After several minutes of the bedroom door being opened and slammed shut, Johno had had enough. On his way down the passage, though, he caught a glimpse of his son peering out. Just in time, he managed to paste a smile on his face and by the time he got to the door being shut on him, and then pounded, he had better control of himself.

‘Hey, Dan? That noise is getting to me.’ Waited. Sure enough, the door was wrenched open and slammed again.

He said, ‘Dan? If I started tearing up your drawings, knowing it would really hurt you, how would you like it?’

The door opened. Danny stood there in his full eight-year-old defiance. ‘Go ahead. I’ll just draw some more.’ A pause. To convey — couldn’t be anything else — pure hatred. ‘And you can take down all my drawings at your stupid restaurant!’ Bang! The door slammed.

Johno was shaken enough that he had to draw in several deep breaths. More when the gesture got repeated — once, twice, a third time. He wanted to grab hold of the door handle or kick the door in, if it wouldn’t make him feel so much the failed parent.

‘When I was younger, Danny, you wouldn’t have recognised your dad. If someone threatened me or just made me feel uncomfortable, you know what I’d do …?’

Waited. The door opening just a crack.

‘What?’

‘I’d hit that person …’

‘Oh yeah? You going to hit me?’

‘I don’t want to …’

‘Yes, you do. I can tell.’

‘No, I don’t. You know why …?’

‘Why?’

‘Because it would say I don’t love you. And if I didn’t, then who would?’

‘Mavis.’

‘That’s right. And she doesn’t hit you, doesn’t even raise her voice, does she?’ No response. ‘And we all like living in a house where we love each other. Right?’

He’d never talked like this in his whole life. Wouldn’t like an audience, that’s for sure. ‘And much as you love Mavis, she’s not family and I am.’

‘I don’t care.’

‘I think you do. Do you know what else …? My dad never hit me. Nor did Gramps.’

‘Not ever?’

‘No,’ Johno said. ‘Not ever.’

‘Not even once when you were really naughty?’

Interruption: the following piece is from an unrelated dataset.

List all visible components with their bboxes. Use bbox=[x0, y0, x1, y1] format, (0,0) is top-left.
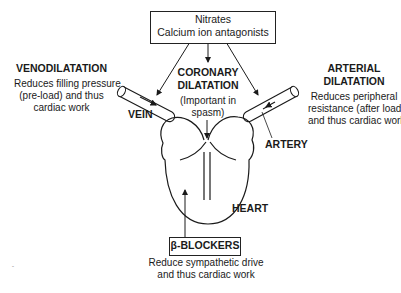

‘Not even then. So I’d have to be the same with my own son, wouldn’t I?’

The door was pulled wide open, rather slowly, and yanked violently shut again. The boy laughed. Johno just stood there in silence.

After several minutes the door opened. ‘If you bring my mother and sister then I’ll stop.’

Johno sighed. ‘Well, I guess we’ll just have a permanently opening and slamming door, won’t we? Because I can’t bring them here, I can only send you to them.’ Held back on saying such a visit wasn’t his preference.

And even with the door slammed again in his face, Johno continued. ‘But you can go stay with them, if that’s what you want.’ Silence.

‘Can I talk to them on the phone?’ Muffled but clear enough.

‘Sure you can.’

‘Can I go and live with them?’

‘If you want to,’ Johno said. ‘It would break my heart. But if that’s what you want …’ Aware his head had lifted and his jaw was set and hurt churned in his gut. A tiny trembling had started in his legs, like fear stirring.

‘I could?’

‘Not what I want. But yes.’

‘Honestly and truly?’

‘Yep.’

Silence.

‘You mean it?’

‘Losing you would be like losing the business, my father, Gramps, all at once,’ said Johno. ‘Except worse.’

‘How worse?’ Was the door opening slightly?

‘So worse I can’t say.’

Now Danny was standing where the door had been, and he was saying, ‘I might not want to go and live with them.’

‘Well, that would make me happy. But you can go and see them.’

‘They might not take me for Sunday pancake breakfast,’ said Danny. ‘And if they wanted to see me, why haven’t they written to ask?’

‘What if they did?’

‘But I can’t have a bath with
girls
.’

‘They wouldn’t mind.’

‘I would. They’d see my diddle.’

‘So what? I see it. You see mine. No big deal.’

‘It is when girls see it. Will you call them?’

‘I’ll call the person who knows how to get in touch. That what you want?’

‘Maybe.’

‘You just let me know.’ Johno ruffled his son’s hair. ‘You must be hungry. Guess what I’ve got in the fridge?’